LDI operates a number of simultaneous projects, often with a separate web site targeting that aspect of the group's work.
ClinicWorker.com: LDI encourages anti-abortion activists who congregate at abortion facilities to promote , a site urging abortion clinic staff to report wrongdoing, such as statutory rape, income tax evasion, Medicaid fraud, health and safety risks, and insurance fraud to authorities. LDI admits that part of the goal of this project is to sow discord and strife within abortion facilities. ClinicWorker.com is promoted by many anti-abortion web sites, but unlike other LDI projects has not generated much mainstream or pro-choice attention. Vicki Saporta, Executive Director of the National Abortion Federation, called ClinicWorker.com another attempt by Crutcher to drive abortion providers out of business, and said, "His attempts at these methods have not been successful in the past, and we're not concerned about his success in the future."

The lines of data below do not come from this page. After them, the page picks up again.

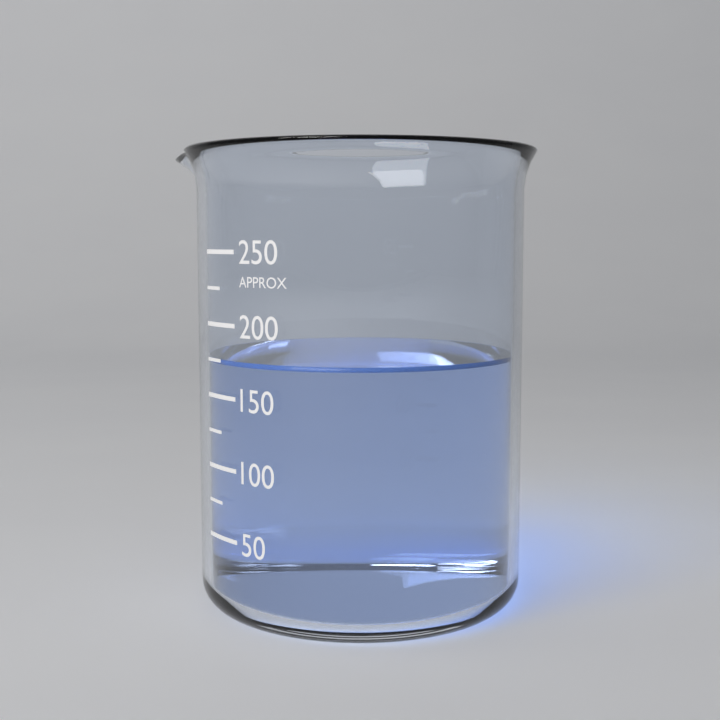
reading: 175 (no unit)
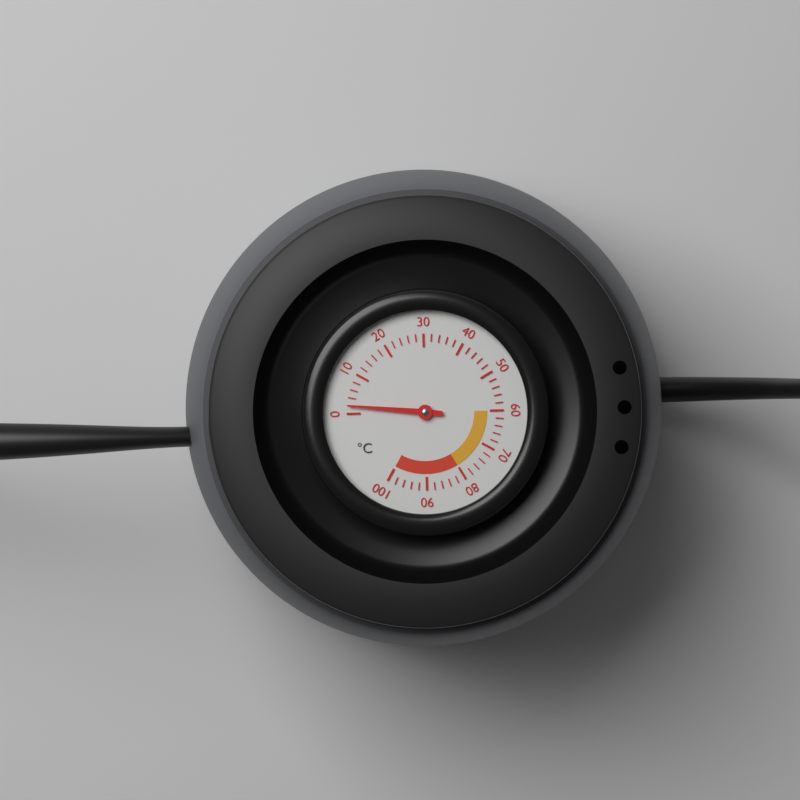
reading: 2 °C
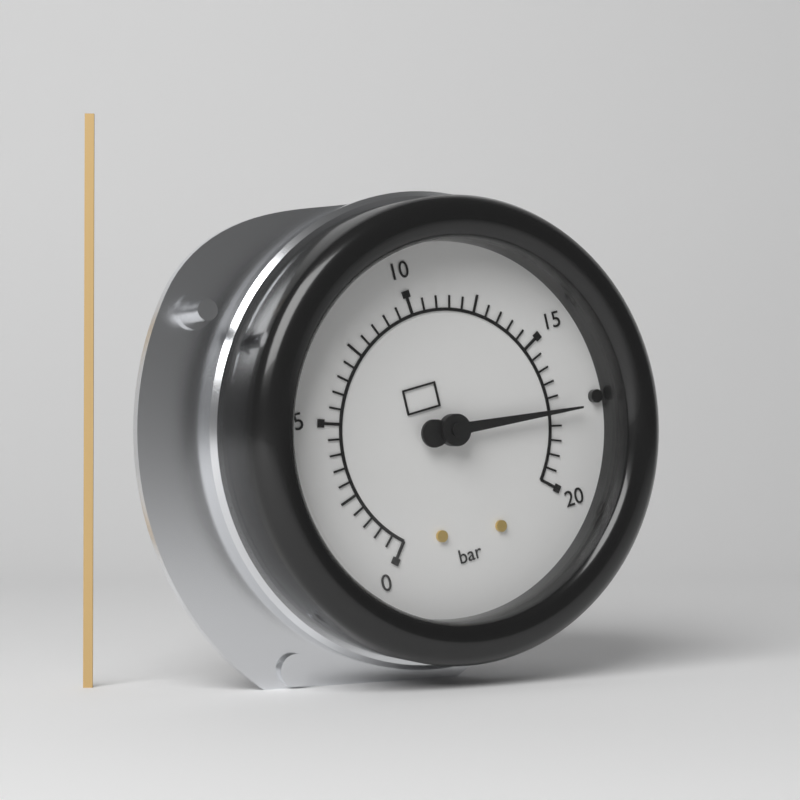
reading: 17.5 bar
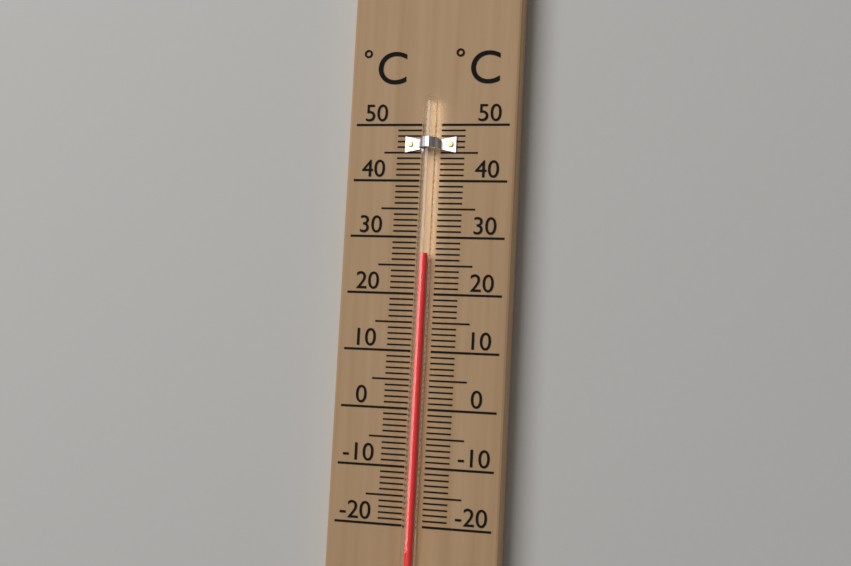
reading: 27 °C
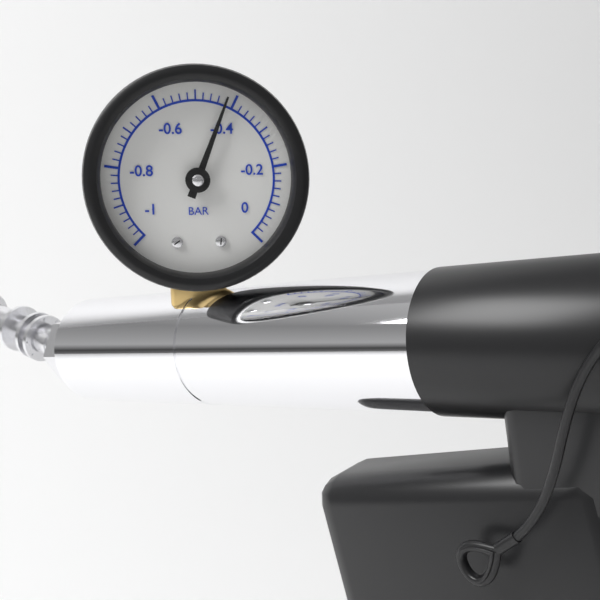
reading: -0.42 bar
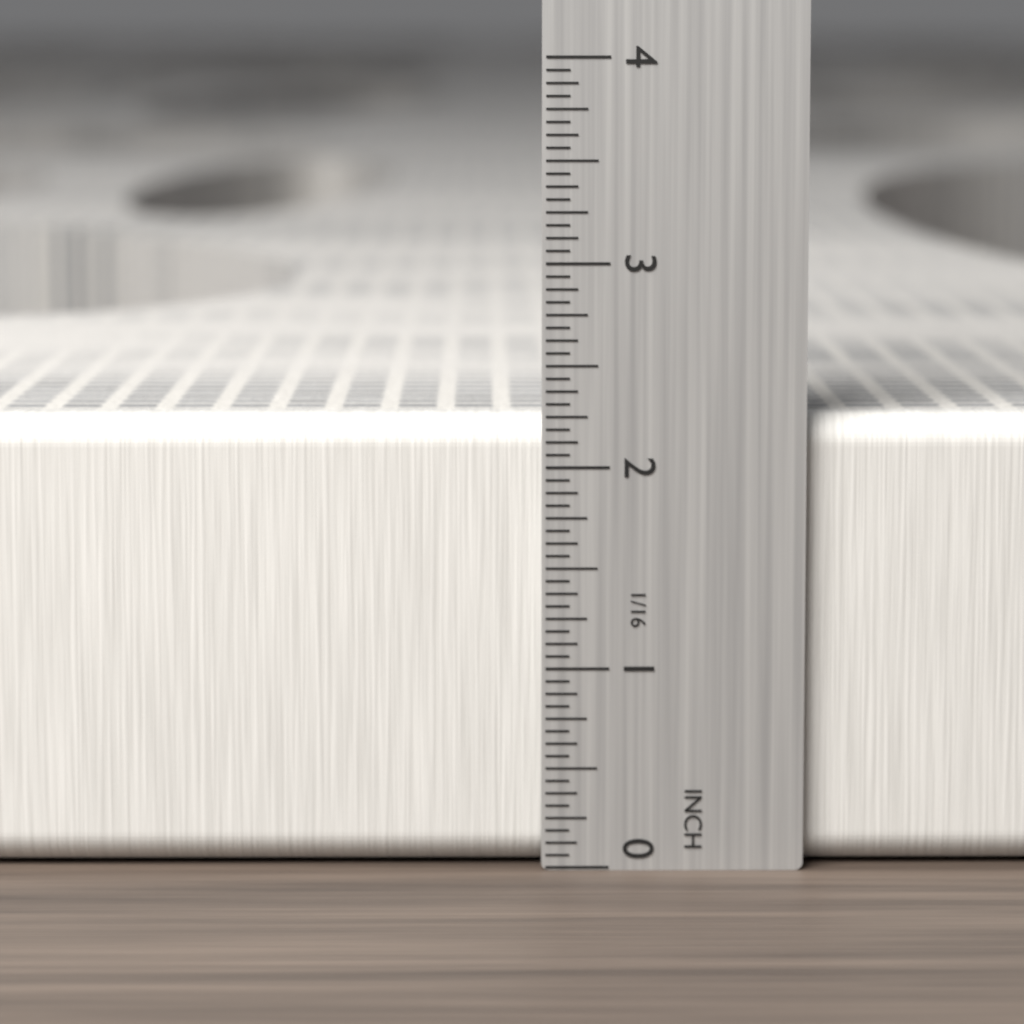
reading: 2.2500 in
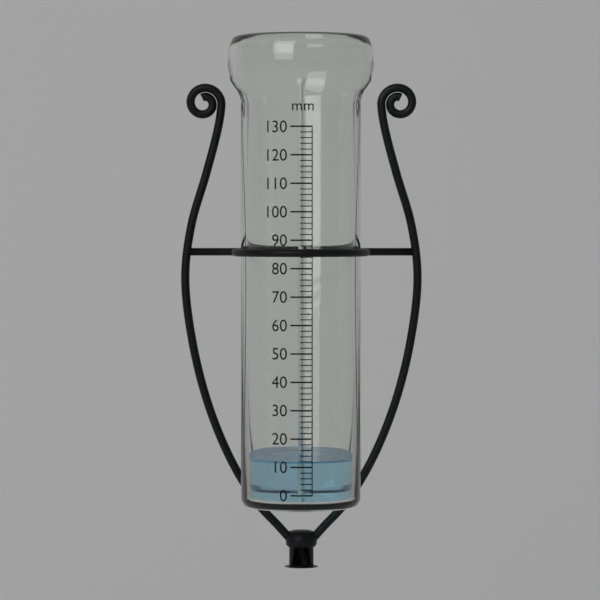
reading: 12 mm
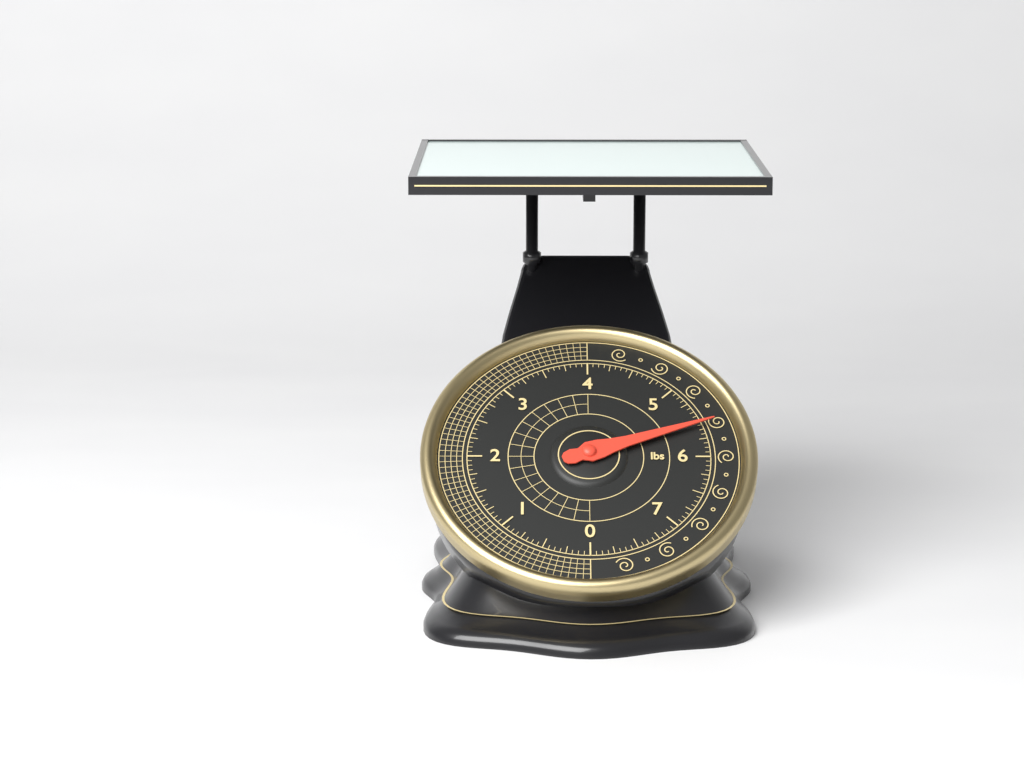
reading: 5.5625 lbs
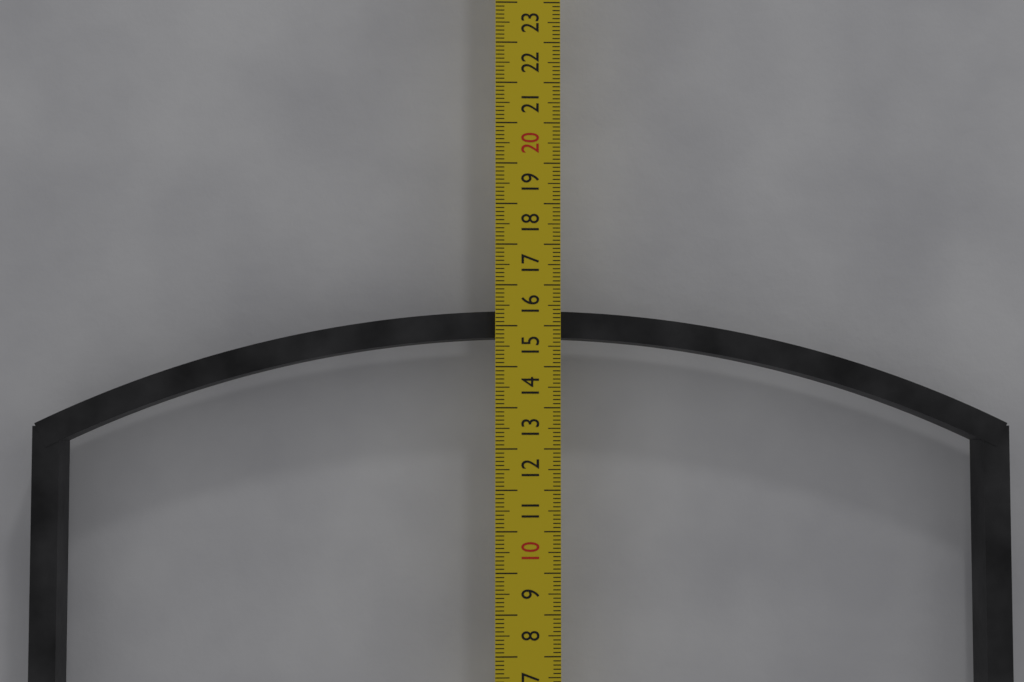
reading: 15.4 cm
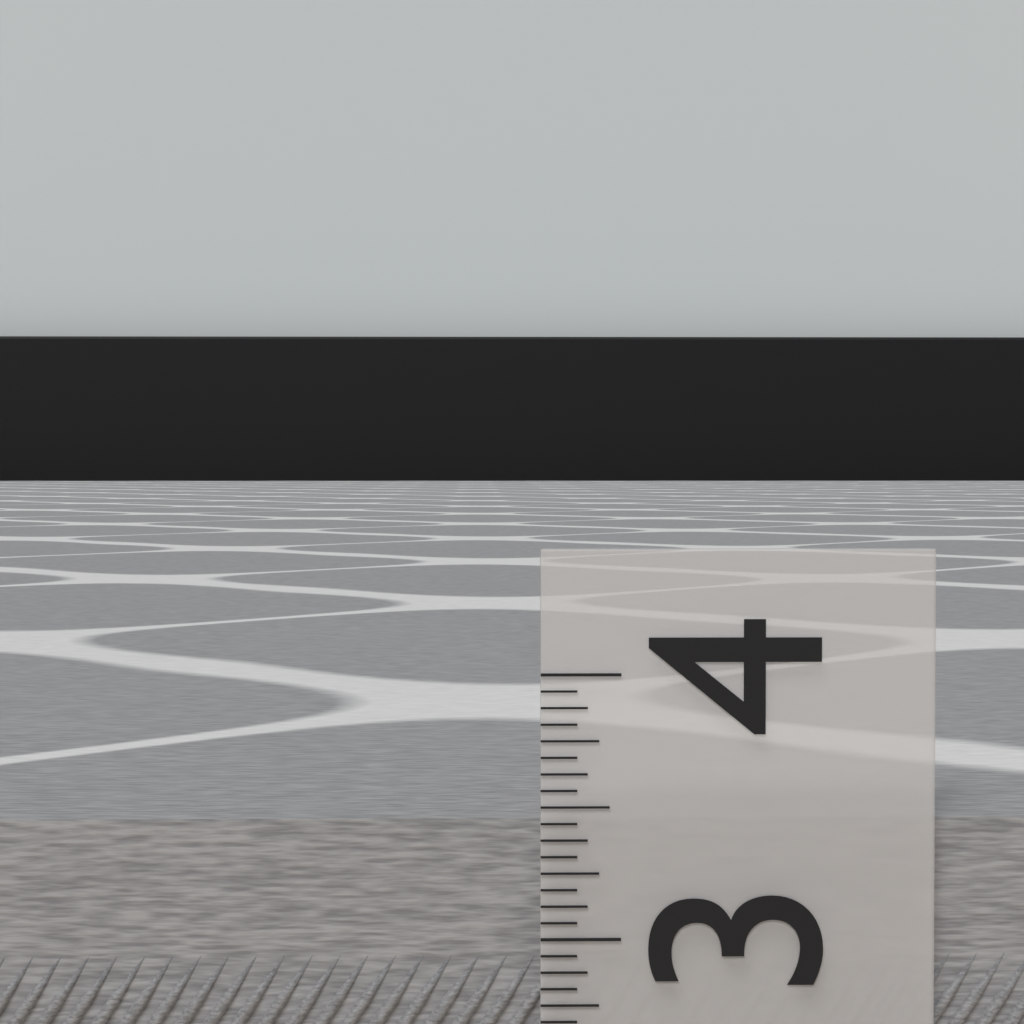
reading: 3.4375 (no unit)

AbortionInjury.com: offers referrals to attorneys to represent women injured by abortion. Critics of this aspect of LDI's mission claim that the lawsuits thus filed are "frivolous".
Abortion Malpractice Program : a collection of services LDI provides to attorneys representing plaintiffs filing suit against abortion providers. The services range from advertising materials for attracting clients to linking with co-counsel. Life Dynamics Inc. launched this program in 1993 by mailing a 72-page booklet on how to pursue suits against abortion providers to 4,000 attorneys in the United States, and followed up with a two-day continuing education conference for attorneys the following year. Again, critics assert that the lawsuits in question are "frivolous". Crutcher himself admits that the mission of the Ab/Mal program is not only to provide legal redress, but also "to force abortionists out of business by driving up their insurance rates".
Previous projects
Bottom Feeder was a 16-page cartoontract filled with off-color humor about abortion practitioners which LDI mailed to 30,000 medical students. The jokes were mostly recycled lawyer jokes such as the following:
Bottom Feeder outraged pro-choice activists not only because of the "underlying tone of contempt and hatred for abortion providers", but also because it was mailed out in 1993, the same year abortion provider Dr. David Gunn was murdered. Medical Students for Choice was founded, in part, as a response to Bottom Feeder. Bottom Feeder also angered some pro-life activists who criticized the "distasteful and downright pornographic" nature of the booklet.
"Project Choice" was a survey LDI sent to abortion physicians about their experiences. Ostensibly a project by Texas students, the "Project Choice" survey was mailed to approximately 1,000 abortion providers, and with telephone and postcard follow-up, attained a 30% response rate.